1. The "Voluntary Authorization" Problem

Most cyber policies don’t know what to do with wire fraud because, technically, your team said yes. Even if they were tricked.

Real scenario: A closing coordinator gets an email from bond counsel asking to wire funds. Everything looks right—the sender’s name, the deal terms, the urgency. She sends the funds. Only later do they learn the email was spoofed.

What traditional insurance might say: "This was a voluntary transfer. That falls under our voluntary parting exclusion."

2. No System Intrusion, No Coverage

Many insurers only pay when there’s a breach of your own systems. But wire fraud often starts with someone else’s compromised email.

Real scenario: Criminals hack a law firm’s email and try to redirect $22 million in bond proceeds. Their spoofed messages look almost identical to the real thing. The attack never touches the finance team’s systems directly.

Potential insurance response: "Your systems weren’t breached. Our policy doesn’t apply to third-party compromises."

3. Limited Social Engineering Coverage

Cyber policies were built for tech-based threats. Social engineering? It’s often tacked on as an endorsement—with a small sublimit.

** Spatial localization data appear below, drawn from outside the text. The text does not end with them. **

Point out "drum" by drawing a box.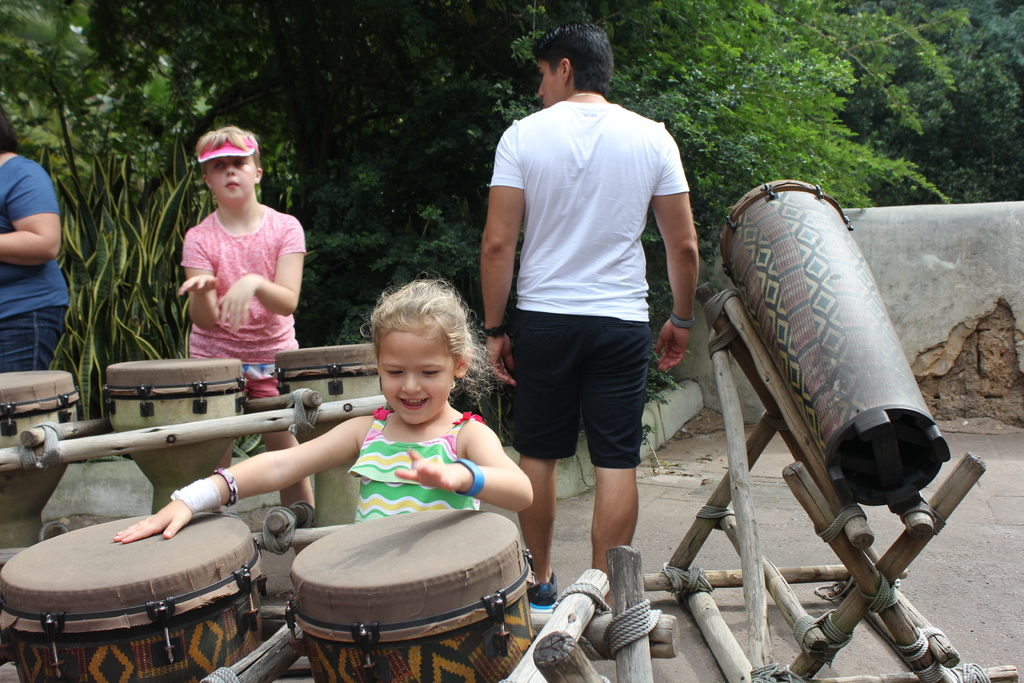
<bbox>715, 180, 957, 512</bbox>.
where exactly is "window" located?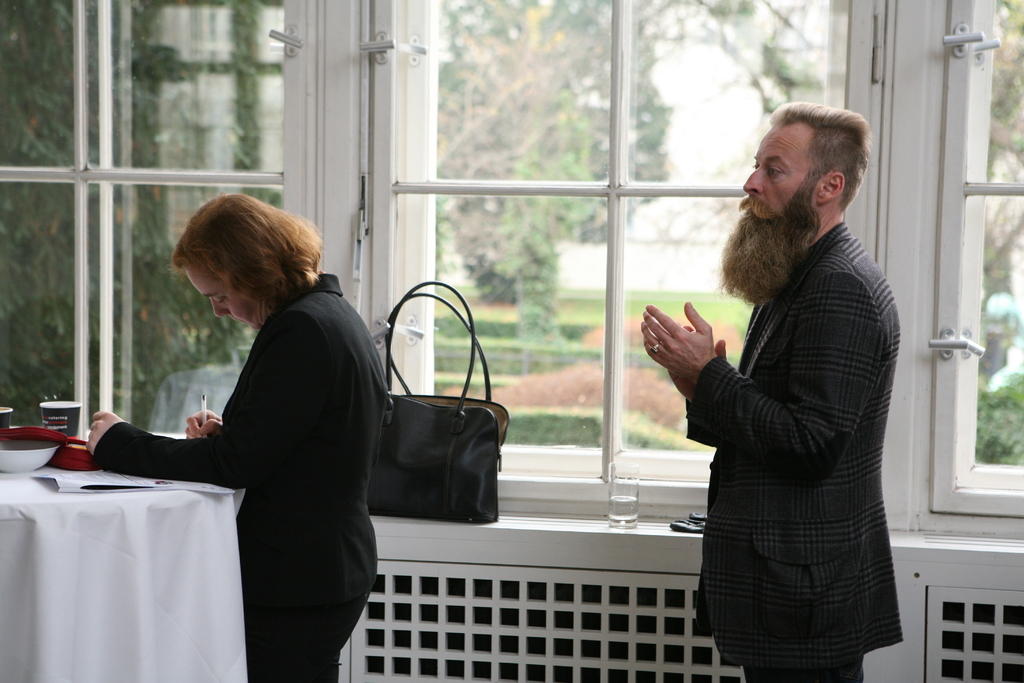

Real scenario: Attackers monitor conversations between a bond issuer and trustee for weeks. Then they send a fake closing instruction, swapping out the real banking info for their own.

Potential insurance response: "This was social engineering. You’re only covered up to $50,000 under our policy."

4. Tough Verification Requirements

Even when coverage does apply, insurers often require airtight verification steps. But what happens when fraudsters already control the verification channels?

If one step was missed—or followed but easily manipulated—coverage can vanish.

The Bigger Issue: Evolving Threats, Stagnant Policies

The FBI says BEC attacks have led to more than $55 billion in global losses over the last decade. Cyber insurance is adapting, but many policies still aren’t built for this kind of deception.

While the average wire fraud loss across all industries may hover around $185,000, that number barely scratches the surface for sectors like public finance. In capital markets, where wire amounts regularly exceed millions, a single compromised transaction can result in seven- or even eight-figure losses. Fraudsters know this—and they target closings and high-value disbursements where the payoff is enormous. Public records give them the information they need; the lack of targeted protection gives them the opportunity.

Companies often assume their crime or fidelity policy will cover the loss. But when they file the claim? The gap becomes painfully clear.

🔒 Basefund’s Approach: Built for Wire Fraud

We flipped the question. Instead of asking, “Will insurance cover this after the money’s gone?”, we ask, “How do we prevent it from being misdirected in the first place?”

With Basefund, protection starts before funds move. We verify the people, validate the details, and confirm the instructions. And if fraud still slips through, our transaction-specific insurance covers up to $10 million—per disbursement.

Traditional cyber insurance is still critical—for breaches, ransomware, and system attacks. But it wasn’t built for wire fraud.

That’s where Basefund comes in. Not as a patch or add-on, but as a purpose-built solution for the specific risks of disbursements. We prevent fraud at the source and provide a backstop when things go wrong—without the insurance gray area.

⁉️ Questions to Ask Your Carrier—Before Your Next Transfer

Want to stress-test your coverage? Ask these questions:

  1. If my employee follows our process but still gets tricked, are we covered?
  2. Do you cover vendor-side breaches or only attacks on our own systems?
  3. What counts as ‘voluntary parting’ in our policy?
  4. Does following best practices guarantee we’ll get paid?

The answers may surprise you. Better to find out now.

The Bottom Line

Wire fraud is evolving fast. AI-driven scams and GenAI-powered deception make it even harder to detect.

You need protection that understands how wire fraud really happens—then does something about it.

Basefund doesn’t replace your cyber policy. It completes it. By covering what others don’t.

The best protection? Knowing what your coverage actually does—and having a plan for what it doesn’t.